He had promised his wife that he would take some time off from watching the markets. On the day that Celsius froze withdrawals, Martin Robert, a day trader in Henderson, Nevada, was preparing to celebrate his 31st birthday. The fortunes of many small investors also began tanking.
Five days earlier, a cryptocurrency lender called Celsius Networks that offered high-yield crypto savings accounts halted withdrawals. Bitcoin, worth over $47,000 in March, fell to $19,000 on June 18. The death spiral of the two coins tanked the broader digital asset market. The meltdown began in May when TerraUSD, a cryptocurrency that was supposed to be pegged to the dollar, began to sink, dragged down by the collapse of another currency, Luna, to which it was algorithmically linked. It sat outside the traditional financial system, an alternative space with little regulation and an anything-goes mentality. At its height, the market for digital assets reached $3 trillion - a large number, although no bigger than JPMorgan Chase’s balance sheet. Spurred partly by the frenzy, the cryptocurrency industry blossomed quickly. Sometimes, these investors made investment decisions that were not tied to value, egging on one another using online discussion platforms such as Reddit. They were bombarded by ads from cryptocurrency startups, such as apps that promised investors outsized returns on their crypto holdings or funds that gave them exposure to bitcoin. Many were first-time traders who, stuck at home during the pandemic, also dived into meme stocks like GameStop and AMC Entertainment. Lured by the promise of quick returns, astronomical wealth and an industry that is not controlled by the financial establishment, many retail investors bought newly created digital currencies or stakes in funds that held these assets. “You hear of the stories of institutional investors dipping their toes, but it’s a very small part of their portfolios,” said Reena Aggarwal, a finance professor at Georgetown University and director of its Psaros Center for Financial Markets and Policy.

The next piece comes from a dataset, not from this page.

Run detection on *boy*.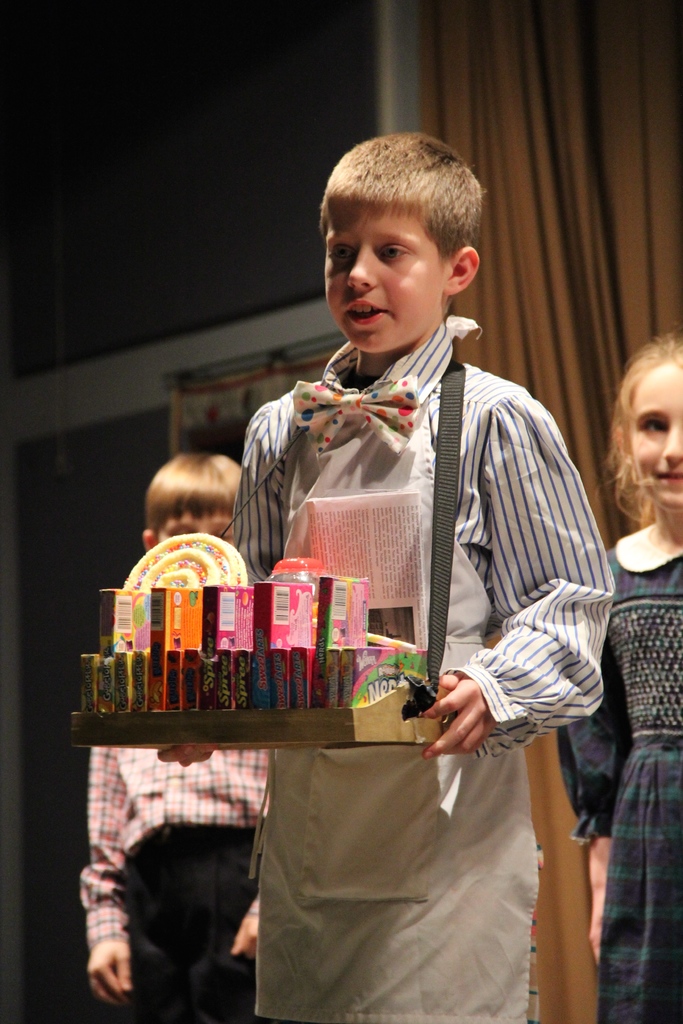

So when the market crashed, they contained their losses. At the same time, big money managers applied sophisticated strategies to limit their direct exposure to cryptocurrencies because they recognized the risks. But Wall Street banks have been forced to sit it out - or, like BNP, approach crypto with ingenuity - partly because of regulatory guardrails put in place after the 2008 financial crisis. It is not that financial giants did not want to be part of the fun. In the great cryptocurrency bloodbath of 2022, Wall Street is winning. “There’s a big bifurcation between retail positioning and institutional positioning.” He declined to name the specific stocks that BNP clients got to bet against. equities and derivatives strategy group, which put together the trade. equities and equity options,” said Greg Boutle, who heads BNP’s U.S. “The moves in crypto were coincident with retail money flooding into U.S. Those on the other side of the trade - the small investors who loaded up on overpriced crypto assets and stocks during a retail trading boom - are reeling. Wall Street clients of BNP who bet that would happen are sitting pretty. In the past month, as the froth around bitcoin and other digital currencies dissipated, taking down some cryptocurrency companies that had sprung up to aid in their trading, the value of the cappuccino basket shrank by half.